If you were successful, somebody along the line gave you some help. There was a great teacher somewhere in your life. Somebody helped to create this unbelievable American system that we have that allowed you to thrive. Somebody invested in roads and bridges. If you’ve got a business, you didn’t build that.

Antecedents can co-refer across sentence boundaries in English. They just can. (See what I did there?) Moreover, the nearest potential antecedent to a pronoun isn’t necessarily the actual antecedent. Consider:

The monkey took the banana and ate it.

The monkey became sick after it ate the banana.

In both cases “the banana” is closer to “it” than “the monkey” is, but in the first sentence “it” refers to “the banana,” whereas in the second sentence “it” refers to “the monkey.” This isn’t that difficult people.
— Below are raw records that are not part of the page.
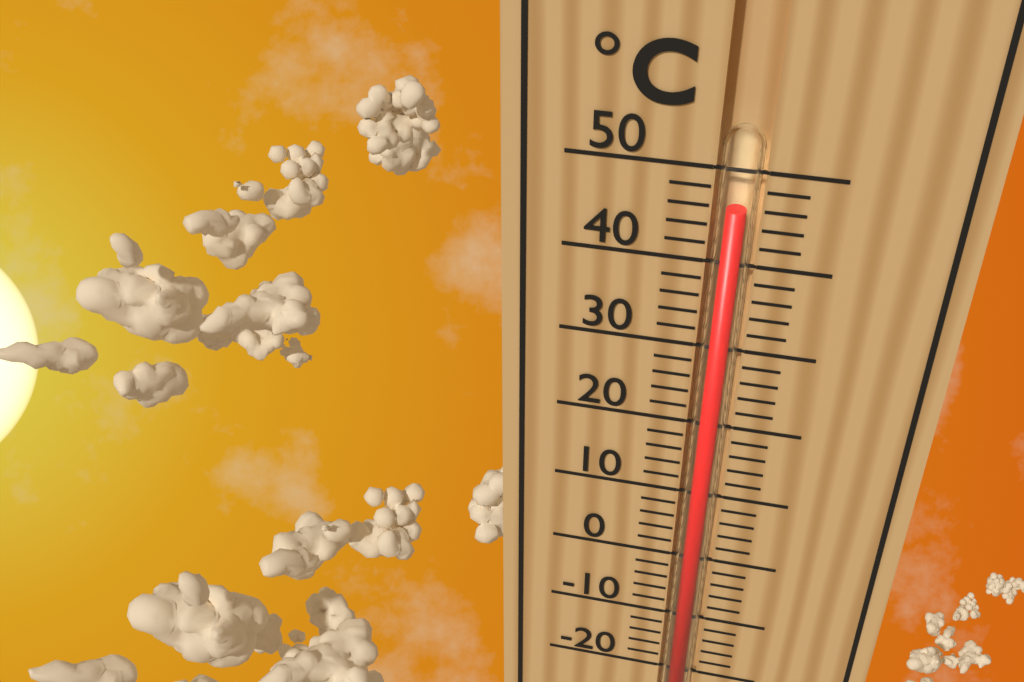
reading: 46 °C
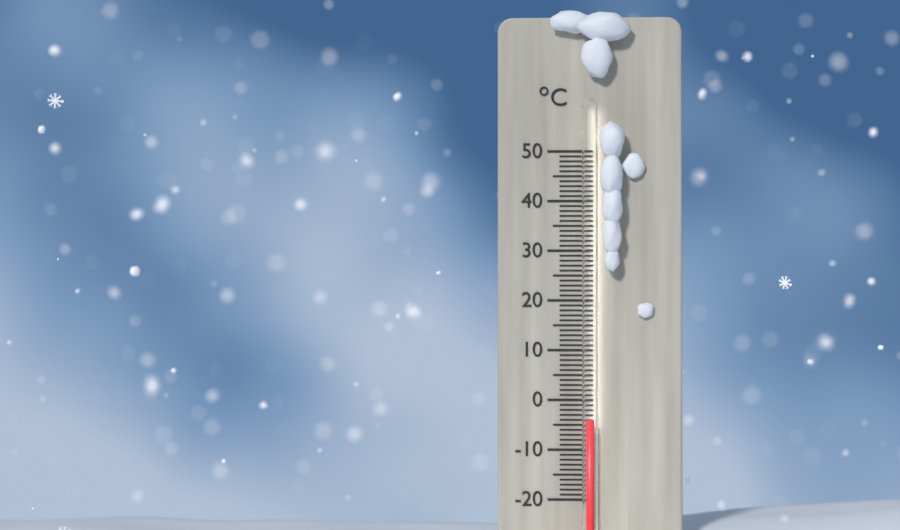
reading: -4 °C
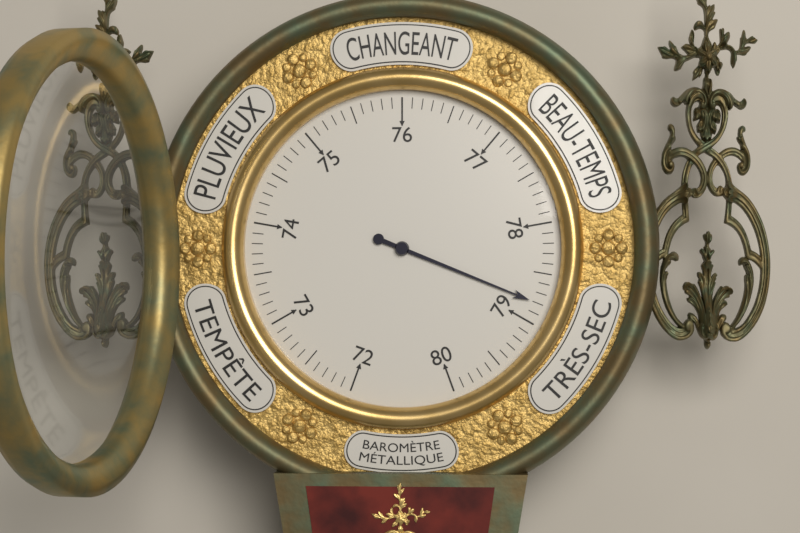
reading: 78.8 (no unit)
The “this” in the previous sentence? It doesn’t even have a referent. It refers back to the situation of entire text. Now it’s doing so over three sentence. It can do it over four. It can do so to infinity if I so choose. That’s just how it works. In short:

Neither inclusion in the same sentence nor proximity to a pronoun is definitive proof that Obama’s “that” refers to “business,” and context makes a strong case that Obama’s “that” referred across more than one sentence to a catalog of antecedents including “somebody,” “a great teacher,” another “somebody,” the “American system,” yet another “somebody,” and “roads and bridges.” “That” refers to all that in the same way the second “that” in this sentence does. Simple as that.

As to Ann Romney: the phrase “you people” only works as an epithet when it’s directed at someone. If I write that I’m going to tell you people about “you people,” none of you people will be offended because I wasn’t trying to diminish you people by calling you “you people.” If Mitt Romney had said “you people” during his speech to the NAACP, that’d be a different story. But Ann Romney was being interviewed on ABC News, meaning “you people” clearly refers to the mainstream media so beloved by conservatives everywhere. Which means she might have been using it as an epithet targeted at the mainstream media establishment.

All of which is only to say: I’ve now devoted the last half hour of my life to writing about “that” and “you people,” and I hope that you people enjoy it, because I never want to do so again.